Somewhere along the Atlas space crew's perilous trek from Earth to Mars on Netflix's Away, their water recovery system breaks down, leaving them at risk of dying of dehydration before completing their history-making mission. Acting as self-described "surgeons," the team decides the best course of action is a "heart transplant": remove the dead "heart" and replace it with their backup system's healthy parts. This is hardly the only time the ship malfunctions during the first leg of their three-year trip, but it does exemplify the core of their journey: five disparate astronauts, all setting aside the individual struggles they've faced on the ship to work through a high-stress situation in the name of survival.

In this way, Away is kind of like Grey's Anatomy in space. Just as the doctors at Grey Sloan Memorial must balance high-stakes medical cases with their fraught interpersonal lives, the Atlas crew mitigates the technical and physical challenges of living in space while contending with the extreme mental and emotional strains it puts on them. "It's a really nice mix, the emotional breakdown and the physical ship breakdown," showrunner Jessica Goldberg tells Bustle.

For ship commander Emma Green (Hilary Swank), that includes continuing with the mission even when trouble besets her husband Matt (Josh Charles) and teen daughter Lexi (Talitha Bateman) back on Earth. As the Atlas propels through space and away from Earth, "[There’s] this thread that connects [Emma] back home," explains series creator Andrew Hinderaker. "All the show is really doing is stretching it thinner and tighter without hopefully snapping."

Diyah Pera/Netflix

Ultimately, Away uses the high stakes (and long travel times) of a space mission to illustrate how Emma must come to grips with the fact that she can no longer be the wife and parent that she was on Earth. "Her daughter is 15 when she leaves.
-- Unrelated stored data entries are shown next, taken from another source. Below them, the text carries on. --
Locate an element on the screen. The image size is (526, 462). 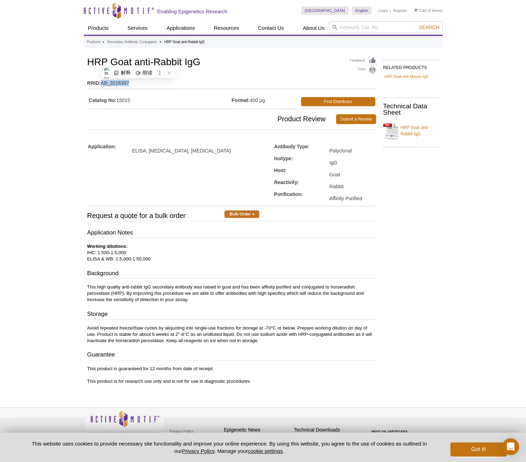
h3: Guarantee is located at coordinates (232, 355).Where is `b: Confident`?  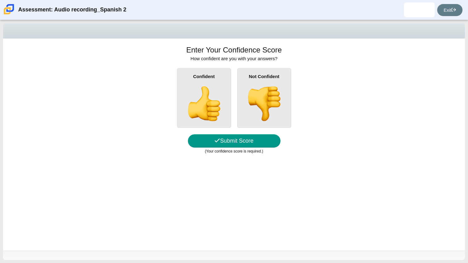 b: Confident is located at coordinates (204, 76).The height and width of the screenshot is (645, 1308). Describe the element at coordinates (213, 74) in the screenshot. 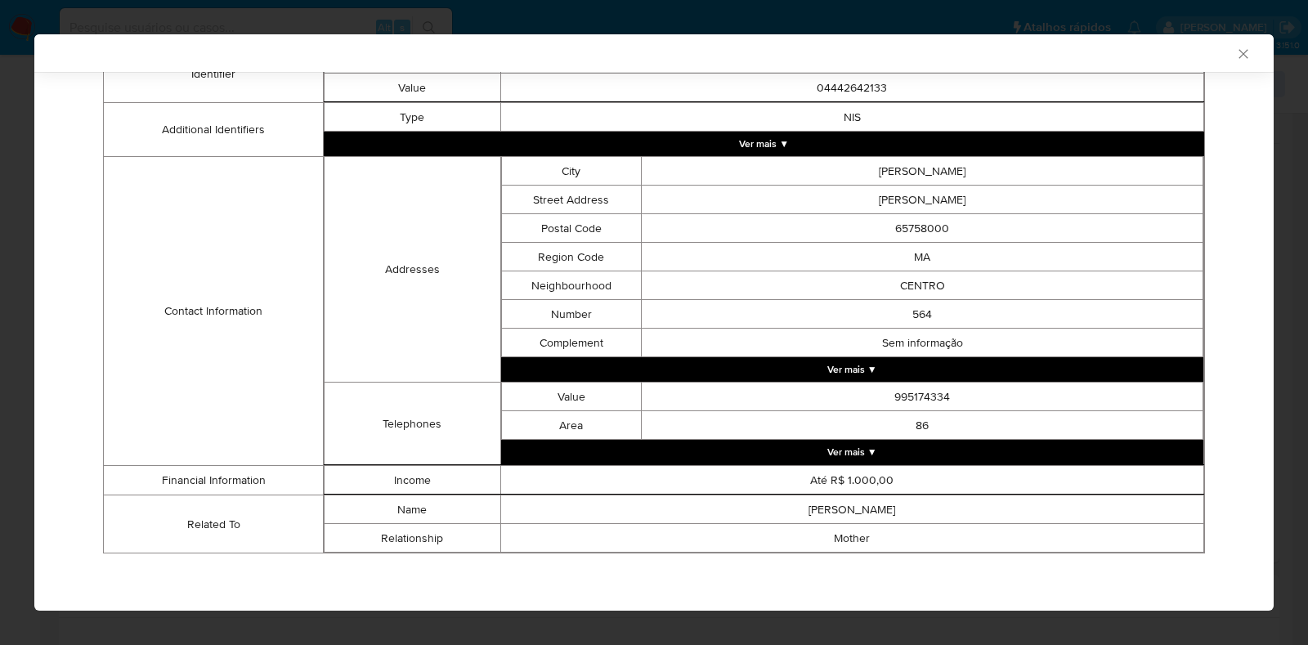

I see `td: Identifier` at that location.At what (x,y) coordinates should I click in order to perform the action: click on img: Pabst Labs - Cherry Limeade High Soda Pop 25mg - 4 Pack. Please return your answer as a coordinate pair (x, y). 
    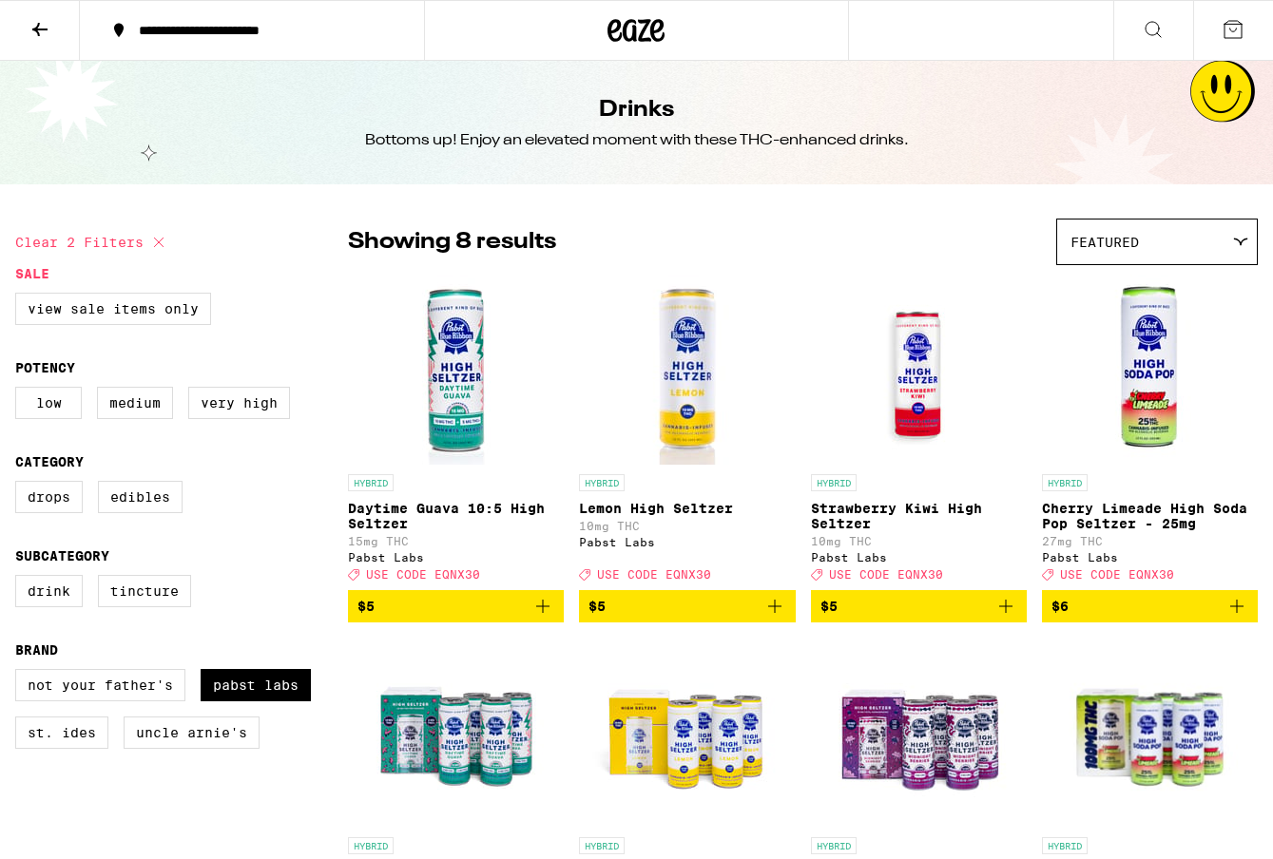
    Looking at the image, I should click on (1149, 733).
Her daughter will be 18 [when she comes back]. She'll have graduated high school, she'll have had her prom, she'll apply to college," Goldberg says. "That to me in a weird way sort of encapsulates what the entire journey is: what you miss and how you grow [in the interim]."

Hinderaker agrees. "It's a show as much about how you're away from the people you love and how they simultaneously support you and allow you to do what you're doing [as it is about] the sacrifices and the pain of not being there."

Like Grey's Anatomy's team of surgeons, the astronauts' loved ones sometimes have to take a back seat as they work toward a common, often impossible-feeling goal. They are, in a sense, their own dysfunctional workplace family who must repeatedly put their lives in each other's hands — and yes, confront potentially messy romantic connections.

"Each one of us is learning how to trust one another in each episode," Swank says of the international crew, which includes Russian cosmonaut Misha (Mark Ivanir), India's Ram (Ray Panthaki), Ghanaian-turned-Englishman Kwesi (Ato Essandoh), and China's Lu (Vivian Wu). "When you think about relationships that you have, whether it's your boss, your friends, your partner, whatever it is, you're always learning trust daily. And it just strengthens and strengthens to help you get to that end goal together."